Missoula residents and colleagues gathered at the Moon Randolph Homestead to honor Bob Oakes, a longtime North Side organizer whose work with the North Missoula Community Development Corporation and community land trusts helped shape neighborhood housing, parks and civic programs.
The event, organized by Front Step Community Land Trust, combined personal stories and organizational tributes and included storytellers, live music and an on-site recorder to capture memories for a community archive. Organizers asked attendees to visit a recording cabin so memories could be preserved.
Why it matters: Oakes helped found and lead neighborhood initiatives that speakers said produced lasting changes in North Missoula, from housing projects to community events. Rachel Bemis, former board president of the North Missoula Community Development Corporation (NMCDC), said Oakes “was known as a passionate community member” and described how his work helped people access homeownership and influenced her own decade of service on the NMCDC board.
Speakers emphasized examples of Oakes’s impact. Bemis recounted meeting Oakes at a Clark Fork Commons townhome tour and later closing her first home in August 2006 as a result of NMCDC programs. Mike Barton, a longtime friend and former colleague, recalled Oakes’s role in projects across the North Side — citing pedestrian infrastructure, playgrounds, community gardens, and local businesses — and called him “the North Side’s most ardent lover.”
Dawn Conklin, director of Trust Montana, said Oakes continued to promote community land trust work statewide; she described meeting Oakes at conferences and at a Missoula Marathon outreach table where he volunteered two hours to represent Trust Montana.
Former NMCDC staff member Molly Moody read remarks and other submitted tributes that highlighted long-running neighborhood campaigns, including efforts to keep Lowell School open and to develop public green spaces. Speakers repeatedly framed Oakes’s work as a mix of organizing, event-building and place-making: examples cited included Clark Fork Commons, the North Side overpass campaign and outreach that connected residents to affordable homeownership through land-trust models.
The gathering mixed personal anecdotes with organizational context rather than producing formal actions or policy directions. Jerry, who emceed and identified himself as having worked with Oakes for 14 years at NMCDC and now at Front Step Community Land Trust, asked attendees to record memories for archival use and explained there would be opportunities to speak publicly during the celebration.
Clarifying details offered at the event: Bemis said she served 10 years on the NMCDC board; Jerry described his 14-year working relationship with Oakes; Barton recalled meeting Oakes at Boston College about 60 years earlier and said Oakes moved back to Missoula in the early 1980s; Conklin described Oakes volunteering two hours at the Missoula Marathon booth during a recent June trip. One speaker said a small staff once raised more than $1 million to set up a project, but specific funder names and timelines were not provided during remarks.
No statutes, ordinances or formal municipal actions were proposed or approved at the event. The program was a remembrance and oral-history gathering; speakers urged continued civic work but did not record any board motions or policy directions. Organizers noted that recordings collected by Mark Moss of Tell Us Something would be used to preserve stories.
The event closed with bands and further informal storytelling. Organizers encouraged attendees to continue sharing memories in the recording cabin and at future community events related to NMCDC and local land-trust work.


**What this task involves**.
An exact copy of the entries, with every picture omitted, is what is needed here.

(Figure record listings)
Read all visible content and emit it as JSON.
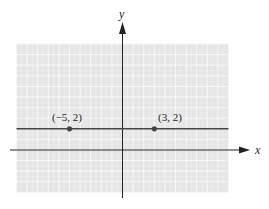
{
  "chart_data": {
    "type": "line",
    "title": "",
    "xlabel": "x",
    "ylabel": "y",
    "xlim": [
      -10,
      10
    ],
    "ylim": [
      -4,
      10
    ],
    "grid": true,
    "series": [
      {
        "name": "horizontal line y = 2",
        "x": [
          -10,
          10
        ],
        "y": [
          2,
          2
        ]
      }
    ],
    "points": [
      {
        "x": -5,
        "y": 2,
        "label": "(−5, 2)"
      },
      {
        "x": 3,
        "y": 2,
        "label": "(3, 2)"
      }
    ],
    "colors": {
      "grid_background": "#e6e6e6",
      "grid_lines": "#f7f7f7",
      "axes": "#222222",
      "line": "#444444",
      "points": "#444444"
    }
  },
  "labels": {
    "x_axis": "x",
    "y_axis": "y",
    "point_a": "(−5, 2)",
    "point_b": "(3, 2)"
  }
}
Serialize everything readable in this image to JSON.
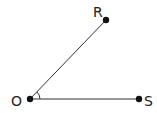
{
  "diagram": {
    "type": "angle",
    "colors": {
      "line": "#333333",
      "point": "#111111",
      "label": "#222222",
      "background": "#ffffff"
    },
    "points": [
      {
        "id": "O",
        "label": "O",
        "x": 30,
        "y": 99,
        "label_x": 11,
        "label_y": 106
      },
      {
        "id": "R",
        "label": "R",
        "x": 106,
        "y": 20,
        "label_x": 93,
        "label_y": 17
      },
      {
        "id": "S",
        "label": "S",
        "x": 139,
        "y": 99,
        "label_x": 144,
        "label_y": 106
      }
    ],
    "segments": [
      {
        "from": "O",
        "to": "R"
      },
      {
        "from": "O",
        "to": "S"
      }
    ],
    "angle_mark": {
      "vertex": "O",
      "between": [
        "R",
        "S"
      ],
      "radius": 10
    }
  }
}
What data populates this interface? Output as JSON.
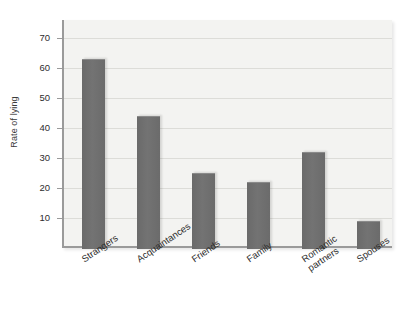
{
  "chart_data": {
    "type": "bar",
    "title": "",
    "xlabel": "",
    "ylabel": "Rate of lying",
    "categories": [
      "Strangers",
      "Acquaintances",
      "Friends",
      "Family",
      "Romantic partners",
      "Spouses"
    ],
    "values": [
      63,
      44,
      25,
      22,
      32,
      9
    ],
    "ylim": [
      0,
      76
    ],
    "yticks": [
      10,
      20,
      30,
      40,
      50,
      60,
      70
    ],
    "ytick_labels": [
      "10",
      "20",
      "30",
      "40",
      "50",
      "60",
      "70"
    ],
    "grid": true,
    "legend": "none",
    "bar_color": "#6e6e6e",
    "plot_background": "#f3f3f1",
    "axis_color": "#9a9a9a",
    "text_color": "#2d2d2d"
  },
  "axis": {
    "y_title": "Rate of lying"
  }
}
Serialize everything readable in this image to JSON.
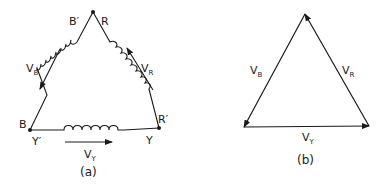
{
  "figure_a": {
    "caption": "(a)",
    "nodes": {
      "top_left": "B′",
      "top_right": "R",
      "left_upper": "B",
      "left_lower": "Y′",
      "right_upper": "R′",
      "right_lower": "Y"
    },
    "voltages": {
      "left": {
        "main": "V",
        "sub": "B"
      },
      "right": {
        "main": "V",
        "sub": "R"
      },
      "bottom": {
        "main": "V",
        "sub": "Y"
      }
    }
  },
  "figure_b": {
    "caption": "(b)",
    "voltages": {
      "left": {
        "main": "V",
        "sub": "B"
      },
      "right": {
        "main": "V",
        "sub": "R"
      },
      "bottom": {
        "main": "V",
        "sub": "Y"
      }
    }
  },
  "colors": {
    "ink": "#1a1a1a",
    "background": "#ffffff"
  }
}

**Written response**.
Read all visible content and emit it as JSON.
{
  "chart_data": {
    "type": "line",
    "title": "",
    "xlabel": "x",
    "ylabel": "y",
    "xlim": [
      -10,
      10
    ],
    "ylim": [
      -4,
      10
    ],
    "grid": true,
    "series": [
      {
        "name": "horizontal line y = 2",
        "x": [
          -10,
          10
        ],
        "y": [
          2,
          2
        ]
      }
    ],
    "points": [
      {
        "x": -5,
        "y": 2,
        "label": "(−5, 2)"
      },
      {
        "x": 3,
        "y": 2,
        "label": "(3, 2)"
      }
    ],
    "colors": {
      "grid_background": "#e6e6e6",
      "grid_lines": "#f7f7f7",
      "axes": "#222222",
      "line": "#444444",
      "points": "#444444"
    }
  },
  "labels": {
    "x_axis": "x",
    "y_axis": "y",
    "point_a": "(−5, 2)",
    "point_b": "(3, 2)"
  }
}
Serialize everything readable in this image to JSON.
{
  "diagram": {
    "type": "angle",
    "colors": {
      "line": "#333333",
      "point": "#111111",
      "label": "#222222",
      "background": "#ffffff"
    },
    "points": [
      {
        "id": "O",
        "label": "O",
        "x": 30,
        "y": 99,
        "label_x": 11,
        "label_y": 106
      },
      {
        "id": "R",
        "label": "R",
        "x": 106,
        "y": 20,
        "label_x": 93,
        "label_y": 17
      },
      {
        "id": "S",
        "label": "S",
        "x": 139,
        "y": 99,
        "label_x": 144,
        "label_y": 106
      }
    ],
    "segments": [
      {
        "from": "O",
        "to": "R"
      },
      {
        "from": "O",
        "to": "S"
      }
    ],
    "angle_mark": {
      "vertex": "O",
      "between": [
        "R",
        "S"
      ],
      "radius": 10
    }
  }
}
What data populates this interface? Output as JSON.
{
  "chart_data": {
    "type": "bar",
    "title": "",
    "xlabel": "",
    "ylabel": "Rate of lying",
    "categories": [
      "Strangers",
      "Acquaintances",
      "Friends",
      "Family",
      "Romantic partners",
      "Spouses"
    ],
    "values": [
      63,
      44,
      25,
      22,
      32,
      9
    ],
    "ylim": [
      0,
      76
    ],
    "yticks": [
      10,
      20,
      30,
      40,
      50,
      60,
      70
    ],
    "ytick_labels": [
      "10",
      "20",
      "30",
      "40",
      "50",
      "60",
      "70"
    ],
    "grid": true,
    "legend": "none",
    "bar_color": "#6e6e6e",
    "plot_background": "#f3f3f1",
    "axis_color": "#9a9a9a",
    "text_color": "#2d2d2d"
  },
  "axis": {
    "y_title": "Rate of lying"
  }
}
Serialize everything readable in this image to JSON.
{
  "figure_a": {
    "caption": "(a)",
    "nodes": {
      "top_left": "B′",
      "top_right": "R",
      "left_upper": "B",
      "left_lower": "Y′",
      "right_upper": "R′",
      "right_lower": "Y"
    },
    "voltages": {
      "left": {
        "main": "V",
        "sub": "B"
      },
      "right": {
        "main": "V",
        "sub": "R"
      },
      "bottom": {
        "main": "V",
        "sub": "Y"
      }
    }
  },
  "figure_b": {
    "caption": "(b)",
    "voltages": {
      "left": {
        "main": "V",
        "sub": "B"
      },
      "right": {
        "main": "V",
        "sub": "R"
      },
      "bottom": {
        "main": "V",
        "sub": "Y"
      }
    }
  },
  "colors": {
    "ink": "#1a1a1a",
    "background": "#ffffff"
  }
}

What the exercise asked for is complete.